Alaska’s native Eyak may have a follower _ in France _ to carry on the dying language

By AP
Monday, June 28, 2010

Native Eyak language may have a follower

ANCHORAGE, Alaska — It’s an unlikely collaboration: A 21-year-old aspiring artist in Europe is working with a 75-year-old Fairbanks linguist to carry on a dying native Alaskan language.

Guillaume Leduey, from Le Havre, France, began teaching himself Eyak from instructional DVDs a few years ago after seeing a documentary on the last known fluent speaker, Marie Smith Jones, who died in 2008. Leduey is learning how the language works by analyzing traditional Eyak tales word by word and deciding if he wants to be the torchbearer for the effort to resurrect the language.

“It’s strange to learn a language that is likely to be never spoken by anyone,” said Leduey, who is visiting Anchorage this month and plans to visit Cordova and see where the Eyak people lived, told the Anchorage Daily News.

Leduey, who knows or has studied at least six languages, also said his parents want him to start earning money now, and he’s not sure there’s grant money available to study a language that nearly no one understands anymore.

“A good question is: What’s in it for him? … He has to eat, so can he make a good living doing that?” asked Michael Krauss, who studied Eyak for decades as a professor at the University of Alaska Fairbanks and is teaching it to Leduey.

Eyak was spoken by the indigenous people along the Gulf of Alaska coast, from what is now Cordova east to Yakutat. The Eyak culture was already being absorbed by the Tlingits when Americans came to Alaska, Krauss said.

“The advent of the canneries and the Copper River railroad did in what was left of the Eyaks,” he said.

There were never more than a few hundred Eyak in known history and theirs was the first of the 20 Alaska Native languages to go extinct, Krauss said.

“Eyak is predictably the first, but the question is, who is next?” said Krauss, who founded the Alaska Native Language Center, has written an Eyak dictionary and collected, translated and edited stories.

The last known fluent Native speaker, Marie Smith Jones, died in 2008. Anchorage filmmaker Laura Bliss Spaan directed a documentary about her in 1995.

Leduey, who had been researching endangered languages online, tracked down Bliss Spaan and persuaded her to send him copies of instructional DVDs she created.

Mona Curry, a daughter of Marie Smith Jones, says there are fewer than 120 people who are even half-Eyak. Her mother was told not to speak Eyak in school, and the family didn’t speak it at home. She said she never thought she could learn a second language, but she recently found out she has a knack for it. She recently met Leduey.

“It was really emotional to hear you say you know the word for ‘Thank you,’ ” Curry told him. “What is that word?”

“Awa’ahdah,” Leduey replied.

Curry told him to say it again, concentrating on the pronunciation.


The answer must be a single number: how many lines in the records below contain the word "will".

──────── Recorded information ────────

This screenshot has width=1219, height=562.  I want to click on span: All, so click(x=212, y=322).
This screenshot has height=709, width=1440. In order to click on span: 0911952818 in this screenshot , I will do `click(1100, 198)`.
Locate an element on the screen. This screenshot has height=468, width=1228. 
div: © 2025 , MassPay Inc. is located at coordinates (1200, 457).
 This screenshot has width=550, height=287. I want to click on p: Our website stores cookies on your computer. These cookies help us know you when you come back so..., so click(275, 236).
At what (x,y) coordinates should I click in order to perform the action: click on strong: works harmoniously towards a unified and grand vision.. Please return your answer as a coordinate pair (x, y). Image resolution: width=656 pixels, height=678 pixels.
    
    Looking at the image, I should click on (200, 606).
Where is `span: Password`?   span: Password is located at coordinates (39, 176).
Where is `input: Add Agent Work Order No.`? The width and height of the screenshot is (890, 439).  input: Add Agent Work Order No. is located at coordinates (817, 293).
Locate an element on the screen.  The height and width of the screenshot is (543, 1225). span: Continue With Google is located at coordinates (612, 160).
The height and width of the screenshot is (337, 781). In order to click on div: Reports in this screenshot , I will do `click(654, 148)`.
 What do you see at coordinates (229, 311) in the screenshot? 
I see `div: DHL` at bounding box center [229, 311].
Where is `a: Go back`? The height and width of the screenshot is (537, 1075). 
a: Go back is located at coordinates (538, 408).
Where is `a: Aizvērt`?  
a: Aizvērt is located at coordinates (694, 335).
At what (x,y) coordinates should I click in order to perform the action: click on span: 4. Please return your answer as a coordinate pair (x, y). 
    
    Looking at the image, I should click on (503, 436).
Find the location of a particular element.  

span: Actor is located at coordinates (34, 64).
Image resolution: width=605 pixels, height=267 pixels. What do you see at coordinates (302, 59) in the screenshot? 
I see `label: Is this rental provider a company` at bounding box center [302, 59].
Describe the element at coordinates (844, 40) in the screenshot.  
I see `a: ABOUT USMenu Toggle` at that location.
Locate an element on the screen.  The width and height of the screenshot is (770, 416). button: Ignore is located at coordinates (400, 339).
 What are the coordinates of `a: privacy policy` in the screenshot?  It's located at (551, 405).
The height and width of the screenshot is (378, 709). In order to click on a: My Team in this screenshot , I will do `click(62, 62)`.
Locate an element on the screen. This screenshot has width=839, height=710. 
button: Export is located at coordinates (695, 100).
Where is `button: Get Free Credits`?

────────

- [Task solution] 3